The Office of Management and Budget (OMB) Memorandum M-25-22, “Driving Efficient Acquisition of Artificial Intelligence in Government,” has introduced a powerful, non-negotiable compliance requirement into the federal acquisition lifecycle. For the defense and technology contractors of North Carolina, the document serves as an immediate, high-stakes warning: the casual use of public Generative AI models for business development (BD) and proposal drafting must cease, as it introduces a compliance failure risk that could disqualify bids or terminate contracts.
This risk is not theoretical. It stems directly from the clash between commercial AI's business model and the government's mandate to protect its data.
Section I: The Contract-Killing Clash of Data Ownership
The most potent guardrail in M-25-22 is the prohibition on unauthorized data use, a provision aimed at preventing the government's intellectual assets from being exploited by third-party vendors.
The Explicit Prohibition: M-25-22 dictates that future federal contracts must include terms that prohibit vendors from using non-public government data to train or develop publicly or commercially available AI algorithms without explicit, written consent.
The Front-Loaded Risk for Proposal Teams: While this rule is enforced during contract performance, the risk begins the moment a contractor’s BD team starts drafting a proposal.
When utilizing popular, commercial Large Language Models (LLMs) to analyze requirements, summarize documents, or generate draft text, contractors often input sensitive, non-public information. This includes:
Proprietary Bid Data: Detailed cost structures, unique technical methodologies, and competitive intelligence that is never intended for public view.
Restricted Procurement Materials: Specific, non-public requirements, scope details, or agency-internal documentation sourced from draft Requests for Proposals (RFPs) or restricted industry days.
If the public AI model's terms of service allow it to retain and use that input for model performance tuning or future training, which is often the case by default, the contractor has potentially violated the core data training guardrail before the contract is even awarded. This failure to secure government-adjacent information constitutes an unacceptable risk in the eyes of the procurement official, providing grounds for bid rejection or immediate contract termination.
Section II: The Erosion of Intellectual Property and Trust
The M-25-22 guardrails are here to stay. Contractors who fail to master them are actively jeopardizing their ability to compete in the future of federal AI procurement.
For more information on the North Carolina Military Business Center visit https://www.ncmbc.us/ or contact Reena Bhatia at reena@ncmbc.us.
The North Carolina Military Business Center (NCMBC) is a statewide business development and technology transition entity dedicated to leveraging military and other federal business opportunities to expand the economy, grow jobs, and improve the quality of life in North Carolina.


Exercise description - Bring together every line in the data that includes "marks".

_ _ _

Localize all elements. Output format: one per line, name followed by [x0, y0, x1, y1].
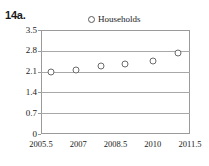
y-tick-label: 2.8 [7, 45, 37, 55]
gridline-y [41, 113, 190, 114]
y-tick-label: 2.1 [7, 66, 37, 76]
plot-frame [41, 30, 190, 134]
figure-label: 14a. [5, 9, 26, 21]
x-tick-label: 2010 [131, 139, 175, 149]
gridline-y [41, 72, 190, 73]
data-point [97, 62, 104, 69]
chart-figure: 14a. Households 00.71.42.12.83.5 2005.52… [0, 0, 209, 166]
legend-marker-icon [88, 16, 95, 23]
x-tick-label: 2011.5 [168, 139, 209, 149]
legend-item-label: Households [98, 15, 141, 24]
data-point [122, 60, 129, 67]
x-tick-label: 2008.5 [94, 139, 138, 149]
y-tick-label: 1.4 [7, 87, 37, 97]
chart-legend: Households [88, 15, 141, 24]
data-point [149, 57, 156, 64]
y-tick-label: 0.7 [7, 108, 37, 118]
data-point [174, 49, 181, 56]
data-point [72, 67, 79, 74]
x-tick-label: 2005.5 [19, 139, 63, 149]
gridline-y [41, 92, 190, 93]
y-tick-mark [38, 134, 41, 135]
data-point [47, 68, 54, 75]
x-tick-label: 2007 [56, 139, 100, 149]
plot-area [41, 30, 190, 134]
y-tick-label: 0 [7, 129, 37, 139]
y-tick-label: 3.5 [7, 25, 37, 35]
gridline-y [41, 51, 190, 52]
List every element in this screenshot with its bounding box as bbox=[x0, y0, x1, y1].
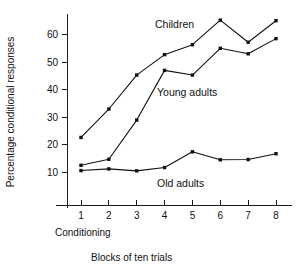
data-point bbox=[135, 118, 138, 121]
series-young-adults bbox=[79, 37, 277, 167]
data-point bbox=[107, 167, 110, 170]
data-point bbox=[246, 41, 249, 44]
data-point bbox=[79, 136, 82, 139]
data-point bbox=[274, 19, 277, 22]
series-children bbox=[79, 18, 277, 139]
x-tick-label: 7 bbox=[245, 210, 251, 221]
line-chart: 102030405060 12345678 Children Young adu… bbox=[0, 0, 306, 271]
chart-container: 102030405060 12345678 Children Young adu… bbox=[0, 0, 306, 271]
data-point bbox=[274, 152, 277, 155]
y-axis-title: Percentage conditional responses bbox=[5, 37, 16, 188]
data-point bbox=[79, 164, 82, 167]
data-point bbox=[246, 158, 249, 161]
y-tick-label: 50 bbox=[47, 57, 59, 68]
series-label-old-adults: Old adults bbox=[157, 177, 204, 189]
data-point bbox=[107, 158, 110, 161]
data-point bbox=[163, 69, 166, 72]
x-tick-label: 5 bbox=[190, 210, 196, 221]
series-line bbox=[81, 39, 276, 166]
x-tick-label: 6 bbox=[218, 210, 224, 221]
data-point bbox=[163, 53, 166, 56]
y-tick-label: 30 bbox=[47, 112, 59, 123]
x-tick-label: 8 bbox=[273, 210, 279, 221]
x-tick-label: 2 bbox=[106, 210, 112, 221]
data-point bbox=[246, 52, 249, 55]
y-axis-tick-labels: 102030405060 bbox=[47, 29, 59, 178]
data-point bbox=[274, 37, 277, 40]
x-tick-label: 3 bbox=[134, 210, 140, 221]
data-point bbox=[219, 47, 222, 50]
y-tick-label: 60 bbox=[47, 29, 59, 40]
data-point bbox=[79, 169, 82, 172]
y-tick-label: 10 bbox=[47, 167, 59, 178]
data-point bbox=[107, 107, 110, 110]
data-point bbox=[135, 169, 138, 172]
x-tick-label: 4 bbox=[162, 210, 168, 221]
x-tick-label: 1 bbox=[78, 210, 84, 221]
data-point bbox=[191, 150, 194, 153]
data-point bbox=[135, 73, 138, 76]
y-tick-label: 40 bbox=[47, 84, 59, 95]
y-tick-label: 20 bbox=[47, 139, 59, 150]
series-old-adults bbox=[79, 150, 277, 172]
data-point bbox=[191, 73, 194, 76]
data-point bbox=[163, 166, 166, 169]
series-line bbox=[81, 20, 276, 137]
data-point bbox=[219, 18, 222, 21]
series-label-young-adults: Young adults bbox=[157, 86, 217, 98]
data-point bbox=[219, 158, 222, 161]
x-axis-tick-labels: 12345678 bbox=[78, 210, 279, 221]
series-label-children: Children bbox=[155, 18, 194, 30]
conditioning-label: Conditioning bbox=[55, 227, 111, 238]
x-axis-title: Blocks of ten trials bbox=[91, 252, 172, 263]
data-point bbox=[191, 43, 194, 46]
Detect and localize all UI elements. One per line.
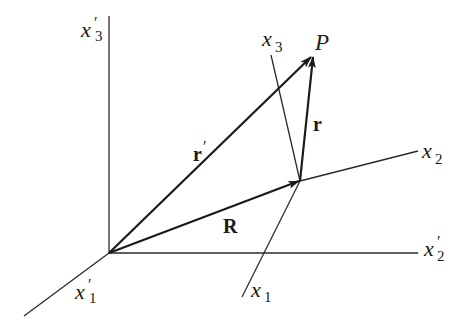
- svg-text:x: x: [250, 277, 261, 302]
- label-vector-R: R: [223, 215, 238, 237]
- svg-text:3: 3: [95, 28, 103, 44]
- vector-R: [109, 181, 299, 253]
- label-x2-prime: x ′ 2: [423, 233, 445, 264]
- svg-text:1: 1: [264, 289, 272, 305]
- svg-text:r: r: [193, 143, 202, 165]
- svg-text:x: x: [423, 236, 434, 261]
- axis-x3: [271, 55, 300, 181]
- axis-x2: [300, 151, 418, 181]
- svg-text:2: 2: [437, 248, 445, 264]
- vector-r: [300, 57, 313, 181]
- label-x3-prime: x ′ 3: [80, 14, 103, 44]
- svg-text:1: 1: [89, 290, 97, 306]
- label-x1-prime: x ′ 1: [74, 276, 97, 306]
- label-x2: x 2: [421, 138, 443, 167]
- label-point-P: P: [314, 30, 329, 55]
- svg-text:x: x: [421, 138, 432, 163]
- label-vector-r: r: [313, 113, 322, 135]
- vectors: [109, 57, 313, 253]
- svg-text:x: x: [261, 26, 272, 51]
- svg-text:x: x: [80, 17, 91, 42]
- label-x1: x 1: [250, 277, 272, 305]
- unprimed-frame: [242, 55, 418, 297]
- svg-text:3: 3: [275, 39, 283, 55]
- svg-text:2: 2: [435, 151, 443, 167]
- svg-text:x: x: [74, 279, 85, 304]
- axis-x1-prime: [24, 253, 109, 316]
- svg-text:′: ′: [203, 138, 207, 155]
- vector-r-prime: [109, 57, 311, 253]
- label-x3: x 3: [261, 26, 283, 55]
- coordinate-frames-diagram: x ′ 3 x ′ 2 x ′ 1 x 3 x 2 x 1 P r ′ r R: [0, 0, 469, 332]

_ _ _

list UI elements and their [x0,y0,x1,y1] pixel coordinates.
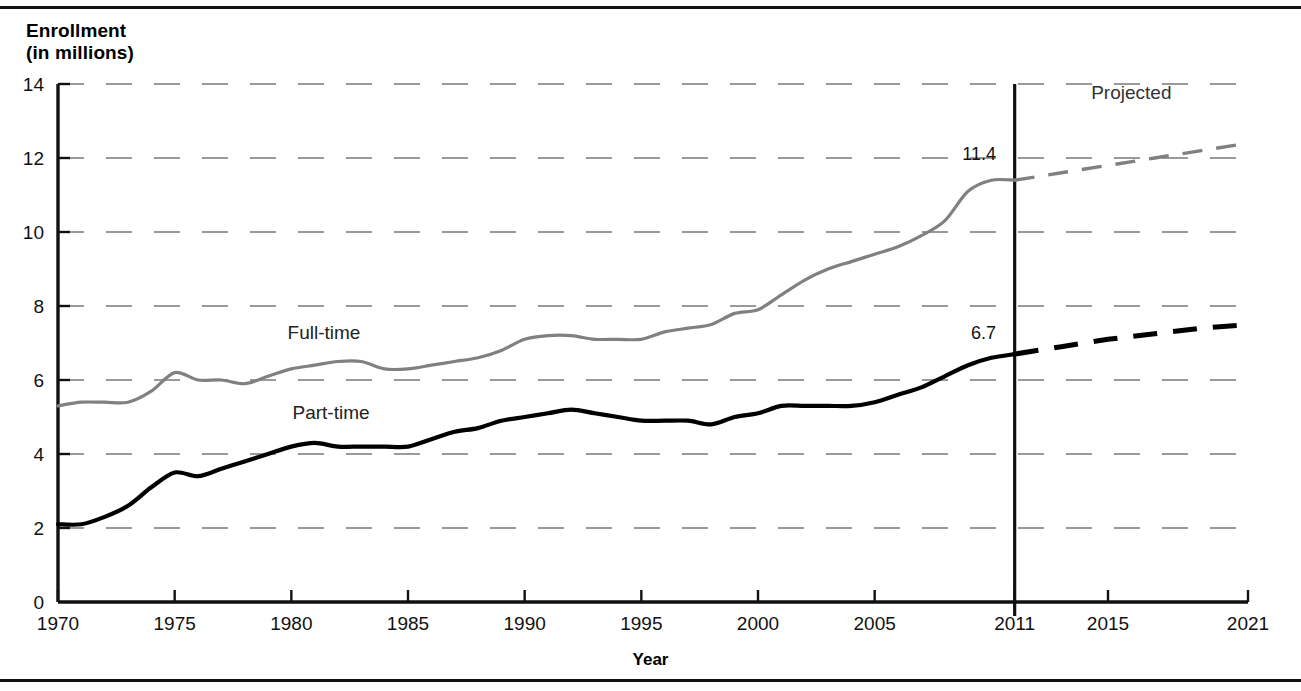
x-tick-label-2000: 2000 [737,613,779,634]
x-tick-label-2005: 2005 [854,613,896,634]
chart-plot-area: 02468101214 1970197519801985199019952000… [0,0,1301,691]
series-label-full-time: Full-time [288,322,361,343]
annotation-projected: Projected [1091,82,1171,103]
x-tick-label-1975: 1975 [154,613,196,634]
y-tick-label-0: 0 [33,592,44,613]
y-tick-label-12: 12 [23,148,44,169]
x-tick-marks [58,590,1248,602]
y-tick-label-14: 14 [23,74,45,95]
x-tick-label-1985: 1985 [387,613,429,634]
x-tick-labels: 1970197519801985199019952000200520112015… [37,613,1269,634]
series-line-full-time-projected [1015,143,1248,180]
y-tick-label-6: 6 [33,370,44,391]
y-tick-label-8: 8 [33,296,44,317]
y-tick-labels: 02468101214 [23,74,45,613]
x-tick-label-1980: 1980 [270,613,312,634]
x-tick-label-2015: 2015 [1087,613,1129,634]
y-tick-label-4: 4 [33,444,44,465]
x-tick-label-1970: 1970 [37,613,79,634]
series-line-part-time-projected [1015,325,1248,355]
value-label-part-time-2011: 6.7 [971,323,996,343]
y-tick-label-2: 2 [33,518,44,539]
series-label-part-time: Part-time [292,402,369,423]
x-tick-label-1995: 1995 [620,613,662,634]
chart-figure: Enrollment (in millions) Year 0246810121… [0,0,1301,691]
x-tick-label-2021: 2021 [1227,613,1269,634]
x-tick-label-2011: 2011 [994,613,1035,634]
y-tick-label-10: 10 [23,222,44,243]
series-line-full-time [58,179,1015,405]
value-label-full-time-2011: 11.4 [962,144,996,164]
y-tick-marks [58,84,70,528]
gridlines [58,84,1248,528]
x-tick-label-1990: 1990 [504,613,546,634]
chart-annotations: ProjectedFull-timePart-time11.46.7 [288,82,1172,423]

_ _ _

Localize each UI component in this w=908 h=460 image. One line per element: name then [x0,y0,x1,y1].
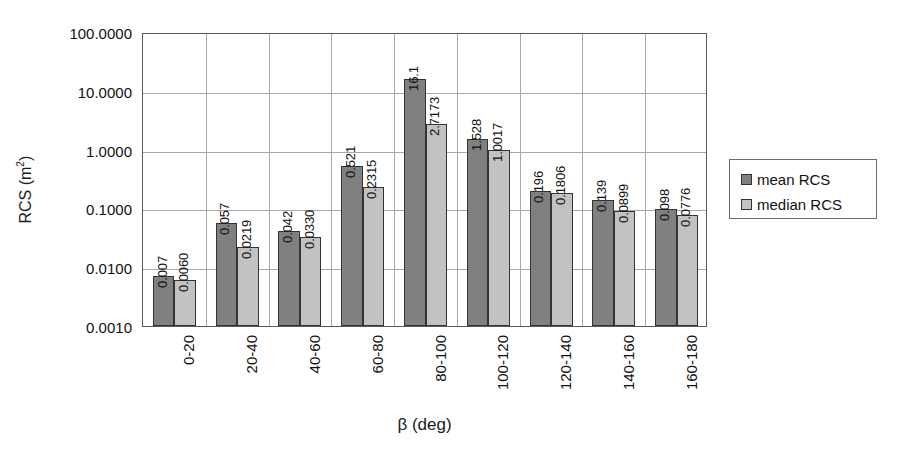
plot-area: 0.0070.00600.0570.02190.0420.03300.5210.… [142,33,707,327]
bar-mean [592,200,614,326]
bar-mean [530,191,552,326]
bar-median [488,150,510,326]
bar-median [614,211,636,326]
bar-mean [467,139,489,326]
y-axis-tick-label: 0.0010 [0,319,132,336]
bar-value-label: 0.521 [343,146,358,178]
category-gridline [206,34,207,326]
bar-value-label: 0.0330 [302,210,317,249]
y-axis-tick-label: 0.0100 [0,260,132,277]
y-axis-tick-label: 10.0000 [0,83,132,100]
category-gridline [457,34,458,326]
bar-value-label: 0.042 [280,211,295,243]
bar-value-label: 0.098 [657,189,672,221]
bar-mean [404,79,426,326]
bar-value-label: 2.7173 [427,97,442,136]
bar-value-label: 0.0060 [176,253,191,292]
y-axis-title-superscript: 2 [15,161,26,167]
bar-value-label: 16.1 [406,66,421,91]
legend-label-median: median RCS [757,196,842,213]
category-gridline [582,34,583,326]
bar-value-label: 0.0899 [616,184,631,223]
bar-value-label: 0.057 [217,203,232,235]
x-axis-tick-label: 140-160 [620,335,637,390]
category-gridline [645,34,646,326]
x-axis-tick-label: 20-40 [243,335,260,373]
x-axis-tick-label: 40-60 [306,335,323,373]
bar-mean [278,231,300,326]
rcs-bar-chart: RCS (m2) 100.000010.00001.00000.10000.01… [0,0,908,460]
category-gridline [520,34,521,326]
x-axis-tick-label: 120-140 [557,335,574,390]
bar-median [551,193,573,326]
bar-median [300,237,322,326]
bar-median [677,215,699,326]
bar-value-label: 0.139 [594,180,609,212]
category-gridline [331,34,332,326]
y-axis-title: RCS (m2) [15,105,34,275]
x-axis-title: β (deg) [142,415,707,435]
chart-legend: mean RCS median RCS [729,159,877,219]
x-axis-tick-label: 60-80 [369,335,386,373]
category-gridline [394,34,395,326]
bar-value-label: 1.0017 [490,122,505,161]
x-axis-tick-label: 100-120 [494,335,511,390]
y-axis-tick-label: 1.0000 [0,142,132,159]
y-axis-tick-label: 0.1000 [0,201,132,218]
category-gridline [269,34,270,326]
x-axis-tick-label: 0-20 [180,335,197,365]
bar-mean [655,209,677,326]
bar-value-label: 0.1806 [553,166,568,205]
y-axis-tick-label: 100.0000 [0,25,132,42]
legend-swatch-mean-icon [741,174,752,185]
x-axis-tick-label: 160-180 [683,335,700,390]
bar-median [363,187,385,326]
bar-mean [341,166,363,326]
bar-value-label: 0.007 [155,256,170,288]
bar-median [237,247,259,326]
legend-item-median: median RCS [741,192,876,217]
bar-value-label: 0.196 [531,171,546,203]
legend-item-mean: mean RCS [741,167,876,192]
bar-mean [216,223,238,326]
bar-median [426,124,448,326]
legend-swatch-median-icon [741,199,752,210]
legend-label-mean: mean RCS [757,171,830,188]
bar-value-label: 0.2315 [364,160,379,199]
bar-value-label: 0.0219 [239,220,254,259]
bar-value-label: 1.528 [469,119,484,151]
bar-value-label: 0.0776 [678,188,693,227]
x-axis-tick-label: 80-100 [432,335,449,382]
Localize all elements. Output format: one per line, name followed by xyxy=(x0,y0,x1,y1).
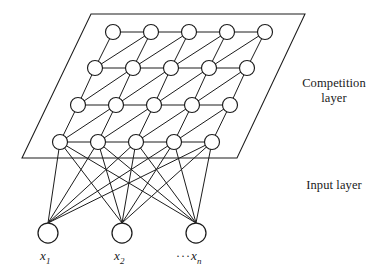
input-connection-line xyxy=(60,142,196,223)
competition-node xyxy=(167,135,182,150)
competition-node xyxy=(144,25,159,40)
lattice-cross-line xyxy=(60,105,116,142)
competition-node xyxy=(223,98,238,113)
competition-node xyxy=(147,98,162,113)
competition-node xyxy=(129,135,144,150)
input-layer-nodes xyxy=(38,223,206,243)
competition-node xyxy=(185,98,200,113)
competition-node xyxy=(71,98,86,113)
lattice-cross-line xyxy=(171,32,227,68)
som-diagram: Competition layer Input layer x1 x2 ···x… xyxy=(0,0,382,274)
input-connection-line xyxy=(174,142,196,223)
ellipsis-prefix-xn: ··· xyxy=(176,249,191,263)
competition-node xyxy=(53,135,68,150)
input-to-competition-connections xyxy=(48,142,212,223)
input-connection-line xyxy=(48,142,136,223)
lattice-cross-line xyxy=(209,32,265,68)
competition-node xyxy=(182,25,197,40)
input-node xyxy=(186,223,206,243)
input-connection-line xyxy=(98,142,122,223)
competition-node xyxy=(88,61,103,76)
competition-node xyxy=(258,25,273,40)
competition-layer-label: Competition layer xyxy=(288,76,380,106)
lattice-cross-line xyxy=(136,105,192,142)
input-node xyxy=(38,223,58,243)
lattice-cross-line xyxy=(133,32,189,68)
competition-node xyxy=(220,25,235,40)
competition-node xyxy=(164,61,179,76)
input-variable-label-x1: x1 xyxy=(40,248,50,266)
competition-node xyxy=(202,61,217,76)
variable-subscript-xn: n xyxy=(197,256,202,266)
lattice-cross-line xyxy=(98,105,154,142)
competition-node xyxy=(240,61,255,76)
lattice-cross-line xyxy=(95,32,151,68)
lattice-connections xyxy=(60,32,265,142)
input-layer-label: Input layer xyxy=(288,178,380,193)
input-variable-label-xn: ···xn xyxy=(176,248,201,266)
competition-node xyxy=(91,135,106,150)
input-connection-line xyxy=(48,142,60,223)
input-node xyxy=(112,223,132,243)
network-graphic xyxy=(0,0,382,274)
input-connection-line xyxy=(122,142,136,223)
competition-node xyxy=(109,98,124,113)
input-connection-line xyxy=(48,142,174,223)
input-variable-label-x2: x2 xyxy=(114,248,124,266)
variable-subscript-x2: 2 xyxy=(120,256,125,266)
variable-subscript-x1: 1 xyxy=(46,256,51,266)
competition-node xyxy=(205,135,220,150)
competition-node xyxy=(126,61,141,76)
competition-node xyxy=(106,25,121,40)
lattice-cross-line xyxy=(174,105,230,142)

_ _ _

Solution to the exercise -
x-tick-marks [58,590,1248,602]
y-tick-marks [58,84,70,528]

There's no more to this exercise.